McLaren: Stymied? Try Asking Different Questions

Post a Comment » Written on April 14th, 2008     
Filed under: News
By Stan Friedman

CHICAGO, IL (April 14, 2008) – Brian McLaren is like that pestering kid in the classroom who keeps asking questions and won’t let the teacher move on to the next lesson.

But McLaren says his penchant for asking questions actually shares a connection with his days as an English teacher. “When a student would get stuck, I would tell them to step back and look at the big picture and ask different questions,” he said during a recent interview with Covenant News Service.

In his latest book, Everything Must Change, McLaren steps back to get a macro view of the world and focus on two “big picture” questions: What are the biggest problems in the world? What does Jesus have to say about these global problems?

McLarenMcLaren, who is one of the leading thinkers in what he likes to refer to as the “emergent conversation,” believes that when people confront problems by asking different questions, they may find better solutions.

Asking different questions requires different approaches and language if Christians are to influence a culture that is increasingly skeptical and less knowledgeable of religious tradition, McLaren said. “I’m raising questions about a lot of standard definitions.”

For example, McLaren suggests in his book that in place of kingdom of God, Jesus today might use images such as “a divine peace insurgency,” “God’s un-terror movement,” “new global love economy,” or “God’s sacred ecosystem.”

He also is questioning and suggesting alternatives to the conventional “framing stories” by which we make sense of the world and our lives. For example, he says the gospel is more than telling people they are sinners who are going to burn eternally in hell unless they repent and believe in Jesus before they die or he returns.

Some critics have accused McLaren of soft-selling the gospel, but he claims to be doing the exact opposite, calling for a life of radical commitment to Jesus that extends to all of life and not just an individual’s salvation. Part of the problem, McLaren suggests, is that Christianity has been presented as something that doesn’t require discipleship.

“The kingdom of God is not simply a new belief or doctrine that can be patched into an old way of life; it is, rather, a new way of life that changes everything,” McLaren writes.

Scot McKnight, the Karl A. Olsson professor in religious studies at North Park University and a leading commentator on the emerging movement, wrote on his Jesus Creed blog that Everything Must Change is “Brian’s most important book,” noting that “this book needs to be seen as a definitive book for emergent and from now on no one can speak responsibly about emergent without knowing this book.”

McKnight is sometimes a friendly critic of McLaren and takes issues with some of his conclusions, but states that “Brian is facing big, big issues. This book is a proposal for Christians to take up the challenge of Jesus and turn toward those issues. There are no books quite like this and for that reason alone it deserves to be read by all of us.”

McLaren wants the book to be more than read.

Authors routinely travel the country on book tours, but McLaren has eschewed the traditional approach, choosing instead to hold several training and worship events that run from Friday nights through Saturday afternoons. “I really wanted to be with people who wanted to go deeper with it,” he said. “I thought it would be rewarding for me as well as them.”

Although McLaren speaks several times, the worship times incorporate new music and the creative use of art in liturgy. “A key element to mobilizing people in our churches is liturgy,” he explains.

McLaren is surprised at the number of non-Christians who have attended the events. “I’ve had people come up to me and say, ‘I’m not a Christian, but I’m really searching,” he said. A former Baptist pastor who had turned from his faith told McLaren, “This is another step in finding my way back.”

He praised the Evangelical Covenant Church for being out front in asking questions while maintaining its strong commitment to scripture and making disciples. “I think the Evangelical Covenant Church has a lot of pastors and teachers who are a lot further along than many other evangelicals.”

McLaren sees himself within the evangelical tradition, but some have said he has been unduly harsh to those in the tradition. “I don’t think I mention evangelicals very much,” he says.

McLaren explains he is concerned about fundamentalists of all persuasions who deny the opportunity for conversation. “Some people in the mainline churches act like they have the justice thing all wrapped up,” he said.

“Atheists can be just as vitriolic as anyone else,” he added. Some of the invectives have been hurled in a spate of recent best-selling books promoting atheism and denigrating religious faith.

The success of such books has been driven partially by people’s reaction to seeing religious violence and hearing the harsh words of different religious groups’ proponents.  “I think it’s very relevant for what I am talking about,” McLaren maintained. “I’m talking about a way of dealing with differences.”

McLaren differs with critics who say he believes the world’s ills can be solved through an economics that redistributes wealth and then trusts in an ever-evolving growth of humanity’s goodness. Rather, he said, “I think that is where people are not paying enough attention to the reality of sin. We have to have a very sober estimation of human evil.”

“That is one advantage that we have in the church – we can talk about sin,” McLaren says. The church is also the place from which to call for discipleship rooted in the power, love and grace of God. And to keep asking questions.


WORK INSTRUCTIONS |
Leave every picture out, and print the full listing again exactly.

DATA FOR THE TASK |
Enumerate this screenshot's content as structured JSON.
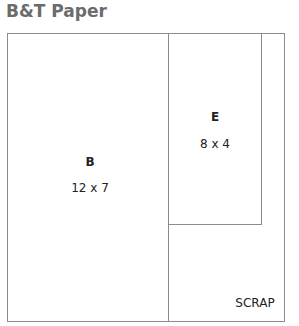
{
  "title": "B&T Paper",
  "pieces": [
    {
      "name": "B",
      "dims": "12 x 7"
    },
    {
      "name": "E",
      "dims": "8 x 4"
    }
  ],
  "scrap_label": "SCRAP"
}
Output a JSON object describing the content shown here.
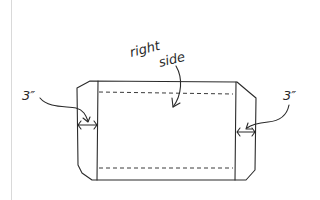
{
  "diagram": {
    "type": "sewing-pattern-sketch",
    "labels": {
      "center_line1": "right",
      "center_line2": "side",
      "left_measure": "3″",
      "right_measure": "3″"
    },
    "colors": {
      "ink": "#2a2a2a",
      "background": "#ffffff",
      "margin_line": "#d9d9d9"
    }
  }
}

OUTPUT OF THE EXERCISE |
Enumerate this screenshot's content as structured JSON.
{
  "title": "B&T Paper",
  "pieces": [
    {
      "name": "B",
      "dims": "12 x 7"
    },
    {
      "name": "E",
      "dims": "8 x 4"
    }
  ],
  "scrap_label": "SCRAP"
}
Output a JSON object describing the content shown here.
{
  "diagram": {
    "type": "sewing-pattern-sketch",
    "labels": {
      "center_line1": "right",
      "center_line2": "side",
      "left_measure": "3″",
      "right_measure": "3″"
    },
    "colors": {
      "ink": "#2a2a2a",
      "background": "#ffffff",
      "margin_line": "#d9d9d9"
    }
  }
}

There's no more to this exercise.